» EXTRACTED INFORMATION:

━━━━━━━━━━

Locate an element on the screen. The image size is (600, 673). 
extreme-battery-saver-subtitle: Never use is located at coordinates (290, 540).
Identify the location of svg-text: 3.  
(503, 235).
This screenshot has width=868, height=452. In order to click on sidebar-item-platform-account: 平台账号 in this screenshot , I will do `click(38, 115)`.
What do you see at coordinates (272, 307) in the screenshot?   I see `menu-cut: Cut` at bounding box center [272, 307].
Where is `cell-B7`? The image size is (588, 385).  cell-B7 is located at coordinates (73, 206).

━━━━━━━━━━

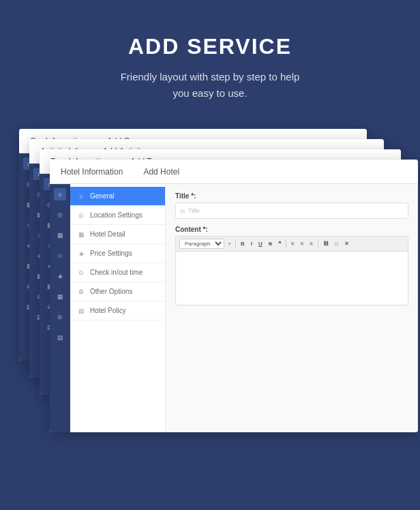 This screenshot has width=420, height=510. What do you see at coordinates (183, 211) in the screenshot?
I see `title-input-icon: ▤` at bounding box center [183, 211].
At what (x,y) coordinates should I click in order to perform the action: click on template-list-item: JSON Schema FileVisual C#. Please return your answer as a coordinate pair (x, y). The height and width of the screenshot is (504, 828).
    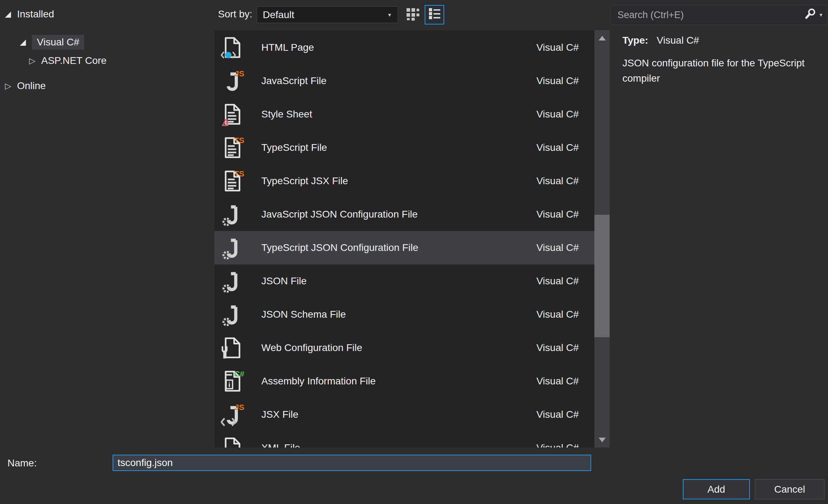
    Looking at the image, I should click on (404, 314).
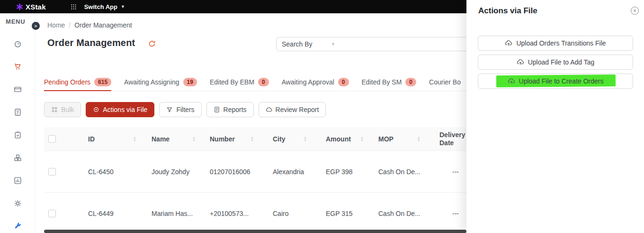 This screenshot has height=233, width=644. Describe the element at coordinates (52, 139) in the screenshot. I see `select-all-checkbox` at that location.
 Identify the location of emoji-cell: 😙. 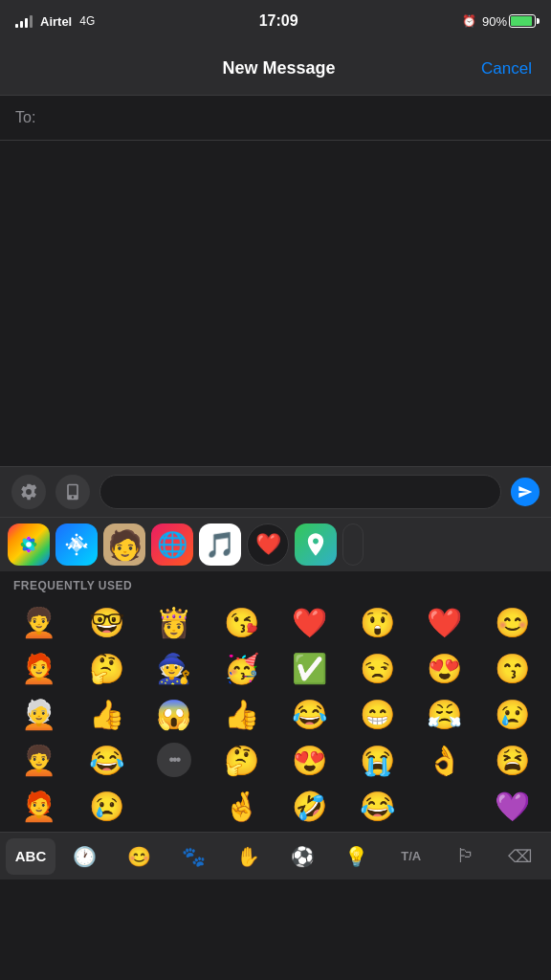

━━━━━━━━━━

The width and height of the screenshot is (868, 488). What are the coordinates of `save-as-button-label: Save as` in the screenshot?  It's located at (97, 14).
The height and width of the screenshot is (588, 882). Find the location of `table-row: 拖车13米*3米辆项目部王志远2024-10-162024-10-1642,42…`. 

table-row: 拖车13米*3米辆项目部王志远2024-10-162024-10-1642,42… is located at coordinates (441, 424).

━━━━━━━━━━

» WHAT IS EXPECTED: In the listing above, find the line containing "Locate an element" and the line containing "This screenshot has width=868, height=452.", then retype both and every line between them exactly, with nothing else.

» FINAL ANSWER:
Locate an element on the screen. The image size is (600, 673). 
extreme-battery-saver-subtitle: Never use is located at coordinates (290, 540).
Identify the location of svg-text: 3.  
(503, 235).
This screenshot has width=868, height=452. In order to click on sidebar-item-platform-account: 平台账号 in this screenshot , I will do `click(38, 115)`.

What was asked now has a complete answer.